Understanding Go’s maphash (runtime·memhash)
In the Go runtime the hash used for map keys is called memhash. It can be accessed from user code via the go:linkname hack:
//go:noescape
//go:linkname memhash runtime.memhash
func memhash(p unsafe.Pointer, h, s uintptr) uintptr
type stringStruct struct {
str unsafe.Pointer
len int
}
func MemHash(data []byte) uint64 {
ss := (*stringStruct)(unsafe.Pointer(&data))
return uint64(memhash(ss.str, 0, uintptr(ss.len)))
}The implementation lives in src/runtime/alg.go and ultimately in assembly files such as src/runtime/asm_amd64.s. When the CPU supports AES‑NI, the hash uses AES instructions; otherwise it falls back to a pure‑memory algorithm.
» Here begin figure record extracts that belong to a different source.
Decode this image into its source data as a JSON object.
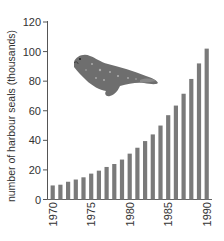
{
  "chart_data": {
    "type": "bar",
    "title": "",
    "xlabel": "",
    "ylabel": "number of harbour seals (thousands)",
    "ylim": [
      0,
      120
    ],
    "yticks": [
      0,
      20,
      40,
      60,
      80,
      100,
      120
    ],
    "xtick_labels": [
      "1970",
      "1975",
      "1980",
      "1985",
      "1990"
    ],
    "categories": [
      "1970",
      "1971",
      "1972",
      "1973",
      "1974",
      "1975",
      "1976",
      "1977",
      "1978",
      "1979",
      "1980",
      "1981",
      "1982",
      "1983",
      "1984",
      "1985",
      "1986",
      "1987",
      "1988",
      "1989",
      "1990"
    ],
    "values": [
      9.5,
      10,
      12,
      13.5,
      15,
      17.5,
      19.5,
      22,
      24,
      27,
      31,
      35,
      39.5,
      44,
      50,
      57,
      63.5,
      71.5,
      81.5,
      92,
      102
    ],
    "grid": false,
    "legend": null,
    "bar_color": "#7a7a7a",
    "annotations": [
      "harbour seal illustration (decorative)"
    ]
  }
}
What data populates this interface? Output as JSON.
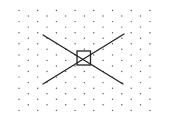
{
  "diagram": {
    "background": "#ffffff",
    "dot_grid": {
      "type": "staggered",
      "dot_color": "#555555",
      "dot_radius": 0.7,
      "primary_rows": {
        "x": [
          19,
          37.7,
          56.4,
          75.1,
          93.8,
          112.5,
          131.2,
          149.9
        ],
        "y": [
          10.5,
          21.6,
          32.7,
          43.8,
          54.9,
          66,
          77.1,
          88.2,
          99.3,
          110.4
        ]
      },
      "offset_rows": {
        "x": [
          28.3,
          47,
          65.7,
          84.4,
          103.1,
          121.8,
          140.5
        ],
        "y": [
          16,
          27.1,
          38.2,
          49.3,
          60.4,
          71.5,
          82.6,
          93.7,
          104.8
        ]
      }
    },
    "shapes": {
      "stroke_color": "#222222",
      "stroke_width": 1.3,
      "lines": [
        {
          "name": "diagonal-line-descending",
          "x1": 43,
          "y1": 35,
          "x2": 123,
          "y2": 84
        },
        {
          "name": "diagonal-line-ascending",
          "x1": 43,
          "y1": 84,
          "x2": 124,
          "y2": 34
        }
      ],
      "square": {
        "x": 77,
        "y": 51,
        "width": 13.5,
        "height": 14
      }
    }
  }
}
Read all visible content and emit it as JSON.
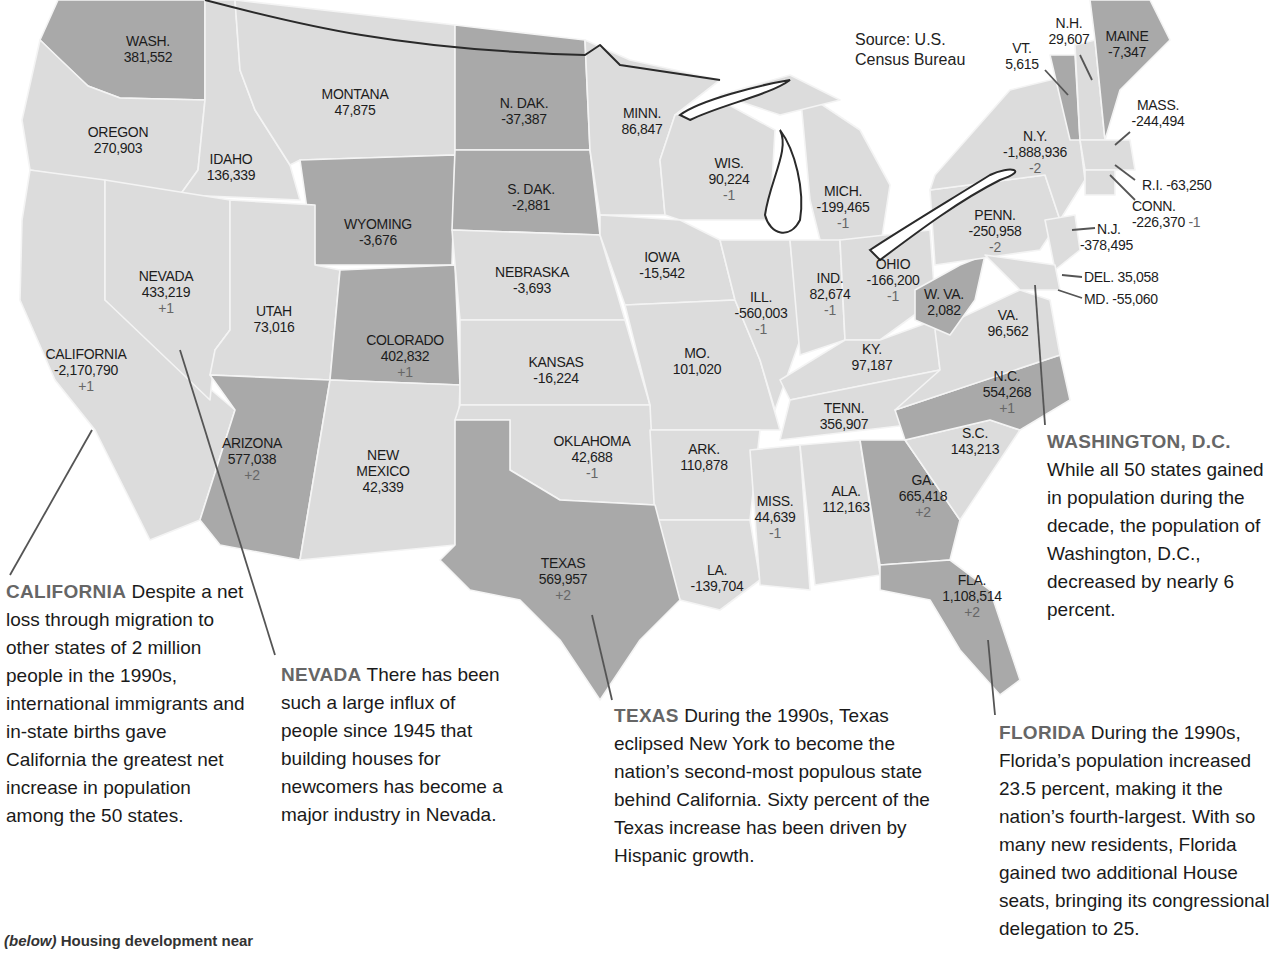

TEXT runtime·memhash<ABIInternal>(SB),NOSPLIT,$0-32
// AX = ptr to data
// BX = seed
// CX = size
CMPB runtime·useAeshash(SB), $0
JEQ noaes
JMP aeshashbody<>(SB)
noaes:
JMP runtime·memhashFallback<ABIInternal>(SB)Checking CPU AES support
Linux: cat /proc/cpuinfo | grep -m 1 -i aes macOS:
sysctl -a | grep aesConclusion
Go’s internal memhash (exposed as MapHash) outperforms conventional hash functions for raw speed because it leverages AES‑NI when available. The benchmark demonstrates a clear performance hierarchy, and developers should benchmark hash choices against their specific workloads, balancing speed against security requirements.
References
hash‑bench: https://github.com/smallnest/hash-bench
BirdNest Tech Talk
Author of the rpcx microservice framework, original book author, and chair of Baidu's Go CMC committee.